You start with two random primes. Generally to generate these what you do is pick a range of numbers in the right size, then test the odd ones with a prime sieve (vs small primes), then do probabilistic primality test on the winners. This doesn't need 4096 bits of randomness.

Once you have the primes, you don't need any more random numbers to generate the key; it's purely deterministic calculation at that point.
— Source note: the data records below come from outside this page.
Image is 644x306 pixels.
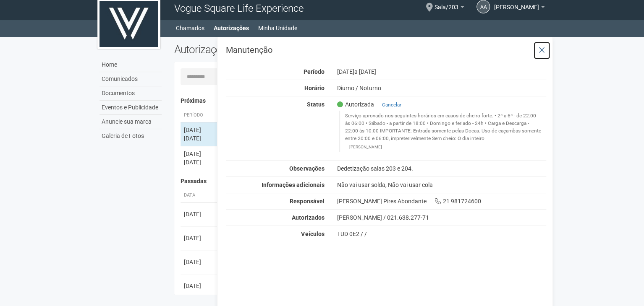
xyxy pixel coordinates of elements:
[435,5,464,12] a: Sala/203
[303,68,324,75] strong: Período
[336,100,374,108] span: Autorizada
[301,230,324,237] strong: Veículos
[214,22,249,34] a: Autorizações
[258,22,297,34] a: Minha Unidade
[330,181,553,189] div: Não vai usar solda, Não vai usar cola
[336,230,546,238] div: TUD 0E2 / /
[494,5,544,12] a: [PERSON_NAME]
[99,72,161,86] a: Comunicados
[184,234,215,242] div: [DATE]
[261,181,324,188] strong: Informações adicionais
[184,158,215,166] div: [DATE]
[336,214,546,221] div: [PERSON_NAME] / 021.638.277-71
[306,101,324,108] strong: Status
[99,58,161,72] a: Home
[181,109,218,122] th: Período
[184,134,215,143] div: [DATE]
[99,100,161,115] a: Eventos e Publicidade
[330,165,553,172] div: Dedetização salas 203 e 204.
[226,46,546,54] h3: Manutenção
[292,214,324,221] strong: Autorizados
[184,282,215,290] div: [DATE]
[174,43,354,56] h2: Autorizações
[184,126,215,134] div: [DATE]
[289,165,324,172] strong: Observações
[354,68,376,75] span: a [DATE]
[330,68,553,76] div: [DATE]
[330,84,553,92] div: Diurno / Noturno
[181,189,218,202] th: Data
[99,129,161,143] a: Galeria de Fotos
[184,210,215,218] div: [DATE]
[382,102,401,108] a: Cancelar
[290,198,324,205] strong: Responsável
[184,149,215,158] div: [DATE]
[99,86,161,100] a: Documentos
[181,97,540,104] h4: Próximas
[345,144,541,150] footer: [PERSON_NAME]
[174,2,303,14] span: Vogue Square Life Experience
[181,178,540,184] h4: Passadas
[330,197,553,205] div: [PERSON_NAME] Pires Abondante 21 981724600
[176,22,204,34] a: Chamados
[184,258,215,266] div: [DATE]
[377,102,378,108] span: |
[304,85,324,91] strong: Horário
[339,110,546,151] blockquote: Serviço aprovado nos seguintes horários em casos de cheiro forte. • 2ª a 6ª - de 22:00 às 06:00 •...
[99,115,161,129] a: Anuncie sua marca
To add: not only you test for primality, but also for common attacks. Not all primes are equally strong http://www.uow.edu.au/~jennie/WEB/WEB99/1999_07.pdf
Plus technically e could be random (PGP used to do this, now ~everyone uses a fixed value as far as I know).
For primes of current acceptable size (>= 1024 bits), you might as well drop those extra checks. The elliptic curve method gives you around 2^512 attempts at doing the exact same thing, each one with the same probability of having a smooth p-1 or p+1. The paper you link to reaches essentially the same conclusion.
An RSA key isn't 4096 random bytes.

OpenSSL doesn't always retrieve all its random bytes from urandom; it seeds its own local PRNG with urandom, and feeds raw random bytes from its own state.

There are no simple answers in public key crypto: the idea that you only need 256 bits of random data can blow your head off if you use something other than RSA. For instance, if you fill only some of the bits of a DSA k value, attackers can extract your private key from a series of public signatures.

Some of the comments on that bug thread are batty, though. The OpenSSL CLI tool doesn't implement its own randomness or key generation; it's a CLI wrapper around the core OpenSSL functions. The CLI might be for "debugging purposes" (but obviously not really, since most instructions for generating SSL certificates involve using that CLI), but the core routines surely aren't.